Research & Papers

EvoForest: A Novel Machine-Learning Paradigm via Open-Ended Evolution of Computational Graphs

A new neuro-symbolic system uses LLM-guided evolution to discover optimal data transformations, not just optimize weights.

Deep Dive

Researchers Kamer Ali Yuksel and Hassan Sawaf have introduced EvoForest, a novel machine learning paradigm that moves beyond the standard practice of optimizing weights within a fixed model architecture. Instead, EvoForest performs open-ended evolution of computational graphs themselves. This hybrid neuro-symbolic system jointly evolves reusable computational structures, callable function families (like projections and gates), and trainable continuous parameters within a shared directed acyclic graph (DAG). For each candidate graph configuration, it uses a lightweight Ridge regression readout to score the resulting data representation against a non-differentiable, cross-validation-based target. The system then uses structured feedback from this evaluation to guide future mutations, which are powered by a large language model (LLM).
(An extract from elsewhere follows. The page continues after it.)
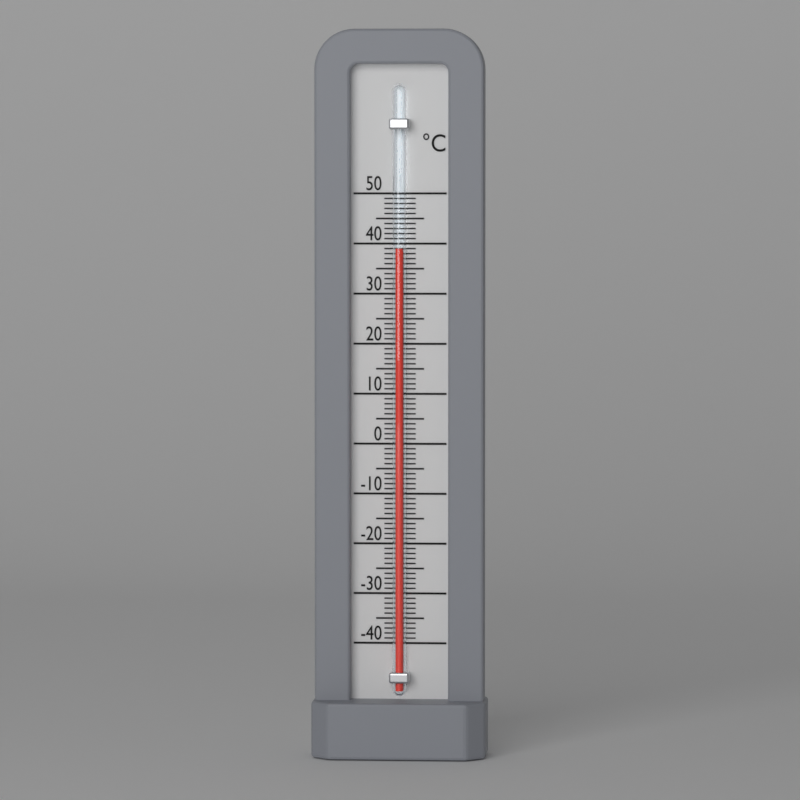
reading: 39 °C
This approach is designed for complex, structured prediction problems where the core challenge is discovering *what* to compute from the data—such as identifying key transformations, invariances, or interaction structures—rather than simply fitting parameters. EvoForest demonstrated its potential by competing in the 2025 ADIA Lab Structural Break Challenge. After 600 evolution steps, the system reached a ROC-AUC score of 94.13%, significantly exceeding the publicly reported winning score of 90.14% achieved under the same evaluation protocol. This result highlights the paradigm's ability to autonomously discover effective computational strategies for tasks where traditional gradient-based optimization is difficult or impossible, opening new avenues for automated machine learning (AutoML) and interpretable model design.

Key Points
  • Evolves entire computational graphs, not just model weights, using a hybrid neuro-symbolic architecture within a directed acyclic graph (DAG).
  • Uses LLM-driven mutations guided by structured feedback from a Ridge-based evaluator to explore the space of possible computations.
  • Achieved a 94.13% ROC-AUC score on the 2025 ADIA Lab challenge, beating the public winner's 90.14%.

Why It Matters

Automates the discovery of optimal data transformations and model structures for complex, non-differentiable problems where manual feature engineering fails.